In 1805, the United States was not twenty years old, an unformed infant. The government consisted of a few hundred people. The immense frontier swallowed up a tiny army of 3,300 soldiers. Following the Louisiana Purchase, no one even knew where the nation’s western border lay. Secessionist sentiment flared in New England and beyond the Appalachians.
Burr had challenged Jefferson, his own running mate, in the presidential election of 1800. Indicted for murder in the dueling death of Alexander Hamilton in 1804, he dreamt huge dreams. He imagined an insurrection in New Orleans, a private invasion of Spanish Mexico and Florida, and a great empire rising on the Gulf of Mexico, which would swell when America’s western lands seceded from the Union. For two years, Burr pursued this audacious dream, enlisting support from the General-in-Chief of the Army, a paid agent of the Spanish king, and from other western leaders, including Andrew Jackson. When the army chief double-crossed Burr, Jefferson finally roused himself and ordered Burr prosecuted for treason.
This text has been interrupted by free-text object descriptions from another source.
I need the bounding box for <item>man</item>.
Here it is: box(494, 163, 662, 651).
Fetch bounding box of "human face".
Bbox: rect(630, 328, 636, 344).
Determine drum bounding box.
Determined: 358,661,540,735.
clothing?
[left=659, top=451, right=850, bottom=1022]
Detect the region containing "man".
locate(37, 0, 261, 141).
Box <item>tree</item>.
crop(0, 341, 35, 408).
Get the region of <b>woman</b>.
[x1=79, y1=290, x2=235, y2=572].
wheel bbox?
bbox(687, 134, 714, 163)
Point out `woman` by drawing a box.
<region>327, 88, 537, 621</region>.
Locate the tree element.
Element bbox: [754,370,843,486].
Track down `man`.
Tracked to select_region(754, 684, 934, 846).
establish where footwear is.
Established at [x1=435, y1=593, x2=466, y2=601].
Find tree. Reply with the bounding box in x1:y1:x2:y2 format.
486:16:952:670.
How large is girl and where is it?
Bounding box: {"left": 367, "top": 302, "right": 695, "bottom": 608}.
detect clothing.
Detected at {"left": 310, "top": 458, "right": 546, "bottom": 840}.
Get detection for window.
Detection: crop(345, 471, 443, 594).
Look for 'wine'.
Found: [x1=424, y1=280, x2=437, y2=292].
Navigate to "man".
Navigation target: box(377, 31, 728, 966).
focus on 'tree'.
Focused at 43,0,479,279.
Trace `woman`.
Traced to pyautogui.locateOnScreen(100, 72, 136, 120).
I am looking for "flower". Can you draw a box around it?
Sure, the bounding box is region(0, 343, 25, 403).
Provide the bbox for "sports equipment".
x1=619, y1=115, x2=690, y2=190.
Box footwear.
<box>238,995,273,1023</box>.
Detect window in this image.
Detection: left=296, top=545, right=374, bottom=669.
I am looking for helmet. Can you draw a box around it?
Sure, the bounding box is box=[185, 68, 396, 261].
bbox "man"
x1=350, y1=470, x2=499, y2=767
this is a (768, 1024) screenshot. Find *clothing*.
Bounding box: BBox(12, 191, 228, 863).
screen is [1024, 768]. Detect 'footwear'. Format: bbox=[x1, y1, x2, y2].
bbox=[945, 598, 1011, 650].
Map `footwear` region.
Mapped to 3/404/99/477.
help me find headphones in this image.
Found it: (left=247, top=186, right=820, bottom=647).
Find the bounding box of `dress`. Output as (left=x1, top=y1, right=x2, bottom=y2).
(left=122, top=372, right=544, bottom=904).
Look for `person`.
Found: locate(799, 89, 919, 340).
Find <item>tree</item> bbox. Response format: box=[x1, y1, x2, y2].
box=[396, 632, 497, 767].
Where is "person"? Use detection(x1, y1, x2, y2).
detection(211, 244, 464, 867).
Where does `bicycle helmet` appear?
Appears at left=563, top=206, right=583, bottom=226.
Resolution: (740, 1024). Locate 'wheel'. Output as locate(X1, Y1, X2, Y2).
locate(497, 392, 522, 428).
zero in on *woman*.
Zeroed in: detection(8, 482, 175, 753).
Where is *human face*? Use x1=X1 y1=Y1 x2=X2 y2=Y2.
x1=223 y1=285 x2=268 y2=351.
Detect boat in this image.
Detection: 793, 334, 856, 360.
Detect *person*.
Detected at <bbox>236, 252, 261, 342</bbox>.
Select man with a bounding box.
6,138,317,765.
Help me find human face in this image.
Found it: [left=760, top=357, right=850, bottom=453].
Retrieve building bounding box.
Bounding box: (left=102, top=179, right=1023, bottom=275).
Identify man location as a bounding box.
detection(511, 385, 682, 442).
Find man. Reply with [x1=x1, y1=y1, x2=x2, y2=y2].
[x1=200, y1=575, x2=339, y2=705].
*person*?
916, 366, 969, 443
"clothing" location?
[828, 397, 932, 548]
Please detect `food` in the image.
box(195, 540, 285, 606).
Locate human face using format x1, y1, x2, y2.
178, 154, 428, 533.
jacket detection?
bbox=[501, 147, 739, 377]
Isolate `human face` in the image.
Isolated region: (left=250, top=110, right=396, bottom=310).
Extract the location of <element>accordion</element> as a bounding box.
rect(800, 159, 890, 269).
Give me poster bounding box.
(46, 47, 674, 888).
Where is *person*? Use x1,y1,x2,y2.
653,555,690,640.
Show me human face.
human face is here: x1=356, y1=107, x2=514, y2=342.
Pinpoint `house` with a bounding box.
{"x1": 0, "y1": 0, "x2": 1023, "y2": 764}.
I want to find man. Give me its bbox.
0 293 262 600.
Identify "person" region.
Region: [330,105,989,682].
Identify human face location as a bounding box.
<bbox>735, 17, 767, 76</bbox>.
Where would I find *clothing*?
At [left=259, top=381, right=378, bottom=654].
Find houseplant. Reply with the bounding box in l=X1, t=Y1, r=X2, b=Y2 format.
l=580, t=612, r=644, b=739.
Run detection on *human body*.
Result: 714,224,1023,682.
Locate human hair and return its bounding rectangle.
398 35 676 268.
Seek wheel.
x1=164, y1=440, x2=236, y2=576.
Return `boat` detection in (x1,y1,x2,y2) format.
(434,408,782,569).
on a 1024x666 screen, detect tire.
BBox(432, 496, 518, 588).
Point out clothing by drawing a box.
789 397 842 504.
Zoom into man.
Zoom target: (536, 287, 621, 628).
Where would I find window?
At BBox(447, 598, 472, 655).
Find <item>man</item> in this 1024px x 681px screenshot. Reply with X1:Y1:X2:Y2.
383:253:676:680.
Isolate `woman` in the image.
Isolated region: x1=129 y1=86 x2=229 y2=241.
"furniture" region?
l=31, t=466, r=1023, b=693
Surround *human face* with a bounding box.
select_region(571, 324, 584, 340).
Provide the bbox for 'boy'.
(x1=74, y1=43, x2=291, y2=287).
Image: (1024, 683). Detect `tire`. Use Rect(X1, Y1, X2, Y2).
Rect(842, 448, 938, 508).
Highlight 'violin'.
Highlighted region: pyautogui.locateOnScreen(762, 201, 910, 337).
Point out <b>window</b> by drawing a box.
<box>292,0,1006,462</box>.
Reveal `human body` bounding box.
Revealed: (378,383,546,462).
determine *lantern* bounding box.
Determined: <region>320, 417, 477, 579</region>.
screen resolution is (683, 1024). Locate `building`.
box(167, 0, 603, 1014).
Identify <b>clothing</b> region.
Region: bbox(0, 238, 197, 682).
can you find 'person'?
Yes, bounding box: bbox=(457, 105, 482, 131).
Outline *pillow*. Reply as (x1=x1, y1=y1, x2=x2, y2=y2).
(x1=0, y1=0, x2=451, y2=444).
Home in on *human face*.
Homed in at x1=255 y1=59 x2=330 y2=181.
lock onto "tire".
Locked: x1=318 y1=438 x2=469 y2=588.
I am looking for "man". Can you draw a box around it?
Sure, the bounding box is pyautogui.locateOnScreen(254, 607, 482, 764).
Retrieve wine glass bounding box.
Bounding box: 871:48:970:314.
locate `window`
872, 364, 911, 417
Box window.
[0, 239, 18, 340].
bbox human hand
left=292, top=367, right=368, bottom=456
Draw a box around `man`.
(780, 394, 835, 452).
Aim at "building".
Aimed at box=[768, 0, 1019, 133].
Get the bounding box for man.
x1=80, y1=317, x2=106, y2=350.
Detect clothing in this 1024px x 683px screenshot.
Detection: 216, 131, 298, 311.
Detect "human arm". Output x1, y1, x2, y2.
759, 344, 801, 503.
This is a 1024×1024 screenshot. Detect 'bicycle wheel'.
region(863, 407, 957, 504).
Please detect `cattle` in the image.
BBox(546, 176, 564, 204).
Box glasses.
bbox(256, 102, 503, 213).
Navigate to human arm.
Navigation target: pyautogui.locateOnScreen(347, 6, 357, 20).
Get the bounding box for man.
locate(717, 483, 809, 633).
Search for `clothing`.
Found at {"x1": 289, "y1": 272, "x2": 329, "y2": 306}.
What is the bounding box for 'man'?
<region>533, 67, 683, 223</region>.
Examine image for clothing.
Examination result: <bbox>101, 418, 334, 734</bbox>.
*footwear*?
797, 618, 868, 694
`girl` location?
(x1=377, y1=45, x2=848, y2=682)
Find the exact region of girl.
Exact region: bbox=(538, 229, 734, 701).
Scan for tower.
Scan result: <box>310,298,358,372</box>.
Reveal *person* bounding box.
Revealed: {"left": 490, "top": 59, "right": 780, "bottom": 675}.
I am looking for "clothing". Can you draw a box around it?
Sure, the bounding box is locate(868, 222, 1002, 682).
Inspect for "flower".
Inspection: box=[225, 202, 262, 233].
The trial featured the nation’s finest lawyers before the greatest judge in our history, Chief Justice John Marshall, Jefferson’s distant cousin and determined adversary. It became a contest over the nation’s identity: Should individual rights be sacrificed to punish a political apostate who challenged the nation’s very existence? In a revealing reversal of political philosophies, Jefferson championed government power over individual rights, while Marshall shielded the nation’s most notorious defendant. By concealing evidence, appealing to the rule of law, and exploiting the weaknesses of the government’s case, Burr won his freedom.
Afterwards Burr left for Europe to pursue an equally outrageous scheme to liberate Spain’s American colonies, but finding no European sponsor, he returned to America and lived to an unrepentant old age.
Stewart’s vivid account of Burr’s tumultuous life offers a rare and eye-opening description of the brand-new nation struggling to define itself.
PUBLISHERS WEEKLY
Eschewing recent attempts to rehabilitate Aaron Burr (1756 1836), a brilliant member of the revolutionary generation but remembered mostly as Jefferson's vice-president who killed Alexander Hamilton in an 1804 duel, D.C. lawyer and historian Stewart (Impeached: The Trial of Andrew Johnson) concentrates on the dramatic years of Burr's life that followed. His career in ruins, in 1806 Burr led an armed band down the Mississippi intending to detach western states from the Union and conquer Spanish-ruled Texas and Florida. Among his raffish coconspirators was Gen. James Wilkinson, commander of the U.S. Army, governor of Louisiana, and a paid Spanish agent. With matters well advanced, Wilkinson thought better of it and betrayed the plot. There followed an extensive pursuit and spectacular treason trial during which a vindictive President Jefferson schemed and failed to convict Burr. Great men behaving badly make for entertaining reading, so readers may roll their eyes, but will keep turning the pages of this meticulous, almost day-by-day account of a plot so bizarre that it's hard to believe it actually happened.